Most contracts are drafted for the handshake. The clauses that matter, though, are the ones read on the worst day — when the relationship has broken down and a tribunal is deciding what the parties actually agreed. Drafting for enforceability means writing for that day from the start.
Write for the forum that will read it
A dispute-resolution clause that names a seat, a set of rules, and a governing law is doing real work; one that is vague is an invitation to litigate the litigation. Decide early whether the matter belongs before the Saudi courts, the SCCA, or an international forum — and draft so the choice is unambiguous and consistent across the agreement.
Make obligations measurable
"Reasonable efforts" is where disputes live. Where an obligation matters, tie it to something testable: a date, a number, a deliverable, a defined standard. The clause that can be measured is the clause a tribunal can enforce without rewriting it.
Anticipate the break, not just the deal
- Termination and survival. Be explicit about what ends and what survives — confidentiality, indemnities, dispute resolution.
- Liability and carve-outs. Caps and exclusions are read narrowly when tested; say precisely what they cover.
- Evidence and notice. Require the records and notices that a later claim will depend on, so the proof exists before anyone needs it.
The point
Enforceability is not a polish applied at the end; it is a discipline applied throughout. The agreement that survives a Saudi dispute is the one written, clause by clause, for the moment it is challenged.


[Your goal]: An exact transcription of all the records is required, minus the images.

-------- Supplied information

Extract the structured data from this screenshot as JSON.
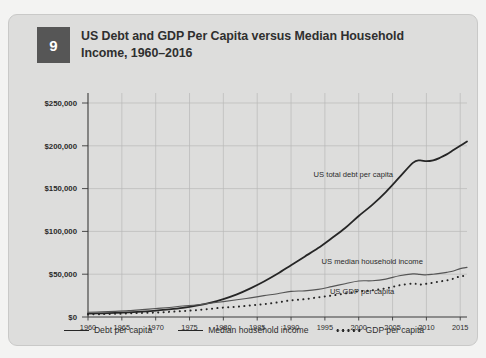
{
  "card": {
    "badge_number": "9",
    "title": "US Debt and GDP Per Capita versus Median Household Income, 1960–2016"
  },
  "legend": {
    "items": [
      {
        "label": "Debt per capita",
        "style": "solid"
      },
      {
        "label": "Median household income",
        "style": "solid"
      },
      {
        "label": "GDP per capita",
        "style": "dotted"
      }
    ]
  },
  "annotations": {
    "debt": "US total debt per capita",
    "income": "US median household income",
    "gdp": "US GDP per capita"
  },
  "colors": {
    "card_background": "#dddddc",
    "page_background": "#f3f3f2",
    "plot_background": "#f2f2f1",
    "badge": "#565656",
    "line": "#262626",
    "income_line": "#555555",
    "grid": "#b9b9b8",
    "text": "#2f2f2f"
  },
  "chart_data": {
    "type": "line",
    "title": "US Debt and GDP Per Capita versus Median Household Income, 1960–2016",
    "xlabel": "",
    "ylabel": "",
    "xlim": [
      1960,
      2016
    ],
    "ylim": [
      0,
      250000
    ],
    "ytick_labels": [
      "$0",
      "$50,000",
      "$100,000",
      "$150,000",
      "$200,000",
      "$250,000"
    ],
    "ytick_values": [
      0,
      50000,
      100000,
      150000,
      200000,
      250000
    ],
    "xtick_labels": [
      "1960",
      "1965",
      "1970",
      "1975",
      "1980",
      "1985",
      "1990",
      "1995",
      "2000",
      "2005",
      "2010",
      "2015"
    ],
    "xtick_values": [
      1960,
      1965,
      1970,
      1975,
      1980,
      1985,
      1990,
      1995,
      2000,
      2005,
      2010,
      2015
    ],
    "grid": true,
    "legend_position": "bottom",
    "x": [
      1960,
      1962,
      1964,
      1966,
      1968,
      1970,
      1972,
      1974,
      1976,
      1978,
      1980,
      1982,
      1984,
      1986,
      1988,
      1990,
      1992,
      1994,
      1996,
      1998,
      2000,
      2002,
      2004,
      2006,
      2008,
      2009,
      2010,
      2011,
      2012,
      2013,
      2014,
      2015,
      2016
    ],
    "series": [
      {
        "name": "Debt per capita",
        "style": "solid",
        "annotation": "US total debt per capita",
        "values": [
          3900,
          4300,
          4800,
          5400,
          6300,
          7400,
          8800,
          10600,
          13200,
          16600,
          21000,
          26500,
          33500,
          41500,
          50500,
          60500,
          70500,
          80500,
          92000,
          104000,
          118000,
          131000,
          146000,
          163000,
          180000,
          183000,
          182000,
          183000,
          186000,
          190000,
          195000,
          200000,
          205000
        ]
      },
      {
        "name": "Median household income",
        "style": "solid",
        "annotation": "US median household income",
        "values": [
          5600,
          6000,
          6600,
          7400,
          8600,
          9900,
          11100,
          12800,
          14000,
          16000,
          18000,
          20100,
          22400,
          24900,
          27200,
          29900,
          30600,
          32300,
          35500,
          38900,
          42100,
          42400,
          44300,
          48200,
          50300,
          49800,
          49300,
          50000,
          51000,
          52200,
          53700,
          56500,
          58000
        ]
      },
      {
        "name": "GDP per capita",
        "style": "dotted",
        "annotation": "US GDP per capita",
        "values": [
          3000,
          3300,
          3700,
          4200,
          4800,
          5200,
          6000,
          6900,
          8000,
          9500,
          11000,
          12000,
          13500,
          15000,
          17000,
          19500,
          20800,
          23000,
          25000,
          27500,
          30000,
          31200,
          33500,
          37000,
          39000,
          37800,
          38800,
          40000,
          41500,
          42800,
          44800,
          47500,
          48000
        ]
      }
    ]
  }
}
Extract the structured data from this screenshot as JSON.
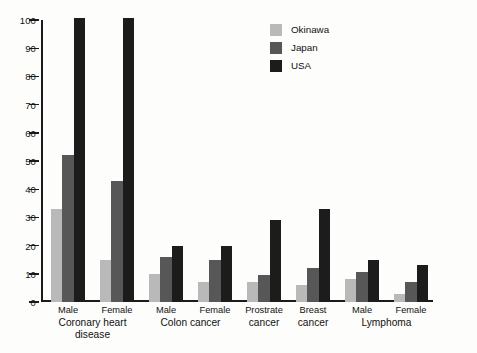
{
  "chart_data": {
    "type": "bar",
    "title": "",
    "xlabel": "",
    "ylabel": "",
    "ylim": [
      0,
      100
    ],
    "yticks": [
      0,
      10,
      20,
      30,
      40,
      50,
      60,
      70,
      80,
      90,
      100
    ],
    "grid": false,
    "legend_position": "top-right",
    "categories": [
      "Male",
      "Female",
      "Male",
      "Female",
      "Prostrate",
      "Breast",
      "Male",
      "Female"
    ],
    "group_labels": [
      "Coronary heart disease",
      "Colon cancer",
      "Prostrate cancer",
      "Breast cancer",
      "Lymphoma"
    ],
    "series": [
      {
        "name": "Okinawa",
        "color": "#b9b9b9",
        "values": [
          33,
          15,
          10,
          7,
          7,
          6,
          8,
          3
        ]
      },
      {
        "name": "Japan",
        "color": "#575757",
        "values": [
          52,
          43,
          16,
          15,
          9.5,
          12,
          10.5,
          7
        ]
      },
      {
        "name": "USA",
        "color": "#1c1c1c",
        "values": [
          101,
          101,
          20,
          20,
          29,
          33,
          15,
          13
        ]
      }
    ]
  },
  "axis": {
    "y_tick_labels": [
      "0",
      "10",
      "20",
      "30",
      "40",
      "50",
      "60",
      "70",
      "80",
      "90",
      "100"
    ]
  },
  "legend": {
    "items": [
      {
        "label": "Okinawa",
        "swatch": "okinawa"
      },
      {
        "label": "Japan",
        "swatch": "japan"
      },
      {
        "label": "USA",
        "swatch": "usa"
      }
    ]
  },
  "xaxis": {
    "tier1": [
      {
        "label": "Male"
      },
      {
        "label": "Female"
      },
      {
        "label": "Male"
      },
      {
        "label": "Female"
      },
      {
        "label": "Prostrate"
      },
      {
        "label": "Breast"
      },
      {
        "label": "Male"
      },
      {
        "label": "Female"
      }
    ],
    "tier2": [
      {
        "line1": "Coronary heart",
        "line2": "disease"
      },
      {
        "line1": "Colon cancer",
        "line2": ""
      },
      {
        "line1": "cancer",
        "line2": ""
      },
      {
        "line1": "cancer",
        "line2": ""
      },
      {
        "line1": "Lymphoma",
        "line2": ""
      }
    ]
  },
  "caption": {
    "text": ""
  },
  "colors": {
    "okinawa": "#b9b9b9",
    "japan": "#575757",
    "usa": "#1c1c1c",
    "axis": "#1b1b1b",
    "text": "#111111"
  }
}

----------------

[Your response]:
Extract the structured data from this screenshot as JSON.
{
  "card": {
    "badge_number": "9",
    "title": "US Debt and GDP Per Capita versus Median Household Income, 1960–2016"
  },
  "legend": {
    "items": [
      {
        "label": "Debt per capita",
        "style": "solid"
      },
      {
        "label": "Median household income",
        "style": "solid"
      },
      {
        "label": "GDP per capita",
        "style": "dotted"
      }
    ]
  },
  "annotations": {
    "debt": "US total debt per capita",
    "income": "US median household income",
    "gdp": "US GDP per capita"
  },
  "colors": {
    "card_background": "#dddddc",
    "page_background": "#f3f3f2",
    "plot_background": "#f2f2f1",
    "badge": "#565656",
    "line": "#262626",
    "income_line": "#555555",
    "grid": "#b9b9b8",
    "text": "#2f2f2f"
  },
  "chart_data": {
    "type": "line",
    "title": "US Debt and GDP Per Capita versus Median Household Income, 1960–2016",
    "xlabel": "",
    "ylabel": "",
    "xlim": [
      1960,
      2016
    ],
    "ylim": [
      0,
      250000
    ],
    "ytick_labels": [
      "$0",
      "$50,000",
      "$100,000",
      "$150,000",
      "$200,000",
      "$250,000"
    ],
    "ytick_values": [
      0,
      50000,
      100000,
      150000,
      200000,
      250000
    ],
    "xtick_labels": [
      "1960",
      "1965",
      "1970",
      "1975",
      "1980",
      "1985",
      "1990",
      "1995",
      "2000",
      "2005",
      "2010",
      "2015"
    ],
    "xtick_values": [
      1960,
      1965,
      1970,
      1975,
      1980,
      1985,
      1990,
      1995,
      2000,
      2005,
      2010,
      2015
    ],
    "grid": true,
    "legend_position": "bottom",
    "x": [
      1960,
      1962,
      1964,
      1966,
      1968,
      1970,
      1972,
      1974,
      1976,
      1978,
      1980,
      1982,
      1984,
      1986,
      1988,
      1990,
      1992,
      1994,
      1996,
      1998,
      2000,
      2002,
      2004,
      2006,
      2008,
      2009,
      2010,
      2011,
      2012,
      2013,
      2014,
      2015,
      2016
    ],
    "series": [
      {
        "name": "Debt per capita",
        "style": "solid",
        "annotation": "US total debt per capita",
        "values": [
          3900,
          4300,
          4800,
          5400,
          6300,
          7400,
          8800,
          10600,
          13200,
          16600,
          21000,
          26500,
          33500,
          41500,
          50500,
          60500,
          70500,
          80500,
          92000,
          104000,
          118000,
          131000,
          146000,
          163000,
          180000,
          183000,
          182000,
          183000,
          186000,
          190000,
          195000,
          200000,
          205000
        ]
      },
      {
        "name": "Median household income",
        "style": "solid",
        "annotation": "US median household income",
        "values": [
          5600,
          6000,
          6600,
          7400,
          8600,
          9900,
          11100,
          12800,
          14000,
          16000,
          18000,
          20100,
          22400,
          24900,
          27200,
          29900,
          30600,
          32300,
          35500,
          38900,
          42100,
          42400,
          44300,
          48200,
          50300,
          49800,
          49300,
          50000,
          51000,
          52200,
          53700,
          56500,
          58000
        ]
      },
      {
        "name": "GDP per capita",
        "style": "dotted",
        "annotation": "US GDP per capita",
        "values": [
          3000,
          3300,
          3700,
          4200,
          4800,
          5200,
          6000,
          6900,
          8000,
          9500,
          11000,
          12000,
          13500,
          15000,
          17000,
          19500,
          20800,
          23000,
          25000,
          27500,
          30000,
          31200,
          33500,
          37000,
          39000,
          37800,
          38800,
          40000,
          41500,
          42800,
          44800,
          47500,
          48000
        ]
      }
    ]
  }
}
Extract the structured data from this screenshot as JSON.
{
  "chart_data": {
    "type": "bar",
    "title": "",
    "xlabel": "",
    "ylabel": "",
    "ylim": [
      0,
      100
    ],
    "yticks": [
      0,
      10,
      20,
      30,
      40,
      50,
      60,
      70,
      80,
      90,
      100
    ],
    "grid": false,
    "legend_position": "top-right",
    "categories": [
      "Male",
      "Female",
      "Male",
      "Female",
      "Prostrate",
      "Breast",
      "Male",
      "Female"
    ],
    "group_labels": [
      "Coronary heart disease",
      "Colon cancer",
      "Prostrate cancer",
      "Breast cancer",
      "Lymphoma"
    ],
    "series": [
      {
        "name": "Okinawa",
        "color": "#b9b9b9",
        "values": [
          33,
          15,
          10,
          7,
          7,
          6,
          8,
          3
        ]
      },
      {
        "name": "Japan",
        "color": "#575757",
        "values": [
          52,
          43,
          16,
          15,
          9.5,
          12,
          10.5,
          7
        ]
      },
      {
        "name": "USA",
        "color": "#1c1c1c",
        "values": [
          101,
          101,
          20,
          20,
          29,
          33,
          15,
          13
        ]
      }
    ]
  },
  "axis": {
    "y_tick_labels": [
      "0",
      "10",
      "20",
      "30",
      "40",
      "50",
      "60",
      "70",
      "80",
      "90",
      "100"
    ]
  },
  "legend": {
    "items": [
      {
        "label": "Okinawa",
        "swatch": "okinawa"
      },
      {
        "label": "Japan",
        "swatch": "japan"
      },
      {
        "label": "USA",
        "swatch": "usa"
      }
    ]
  },
  "xaxis": {
    "tier1": [
      {
        "label": "Male"
      },
      {
        "label": "Female"
      },
      {
        "label": "Male"
      },
      {
        "label": "Female"
      },
      {
        "label": "Prostrate"
      },
      {
        "label": "Breast"
      },
      {
        "label": "Male"
      },
      {
        "label": "Female"
      }
    ],
    "tier2": [
      {
        "line1": "Coronary heart",
        "line2": "disease"
      },
      {
        "line1": "Colon cancer",
        "line2": ""
      },
      {
        "line1": "cancer",
        "line2": ""
      },
      {
        "line1": "cancer",
        "line2": ""
      },
      {
        "line1": "Lymphoma",
        "line2": ""
      }
    ]
  },
  "caption": {
    "text": ""
  },
  "colors": {
    "okinawa": "#b9b9b9",
    "japan": "#575757",
    "usa": "#1c1c1c",
    "axis": "#1b1b1b",
    "text": "#111111"
  }
}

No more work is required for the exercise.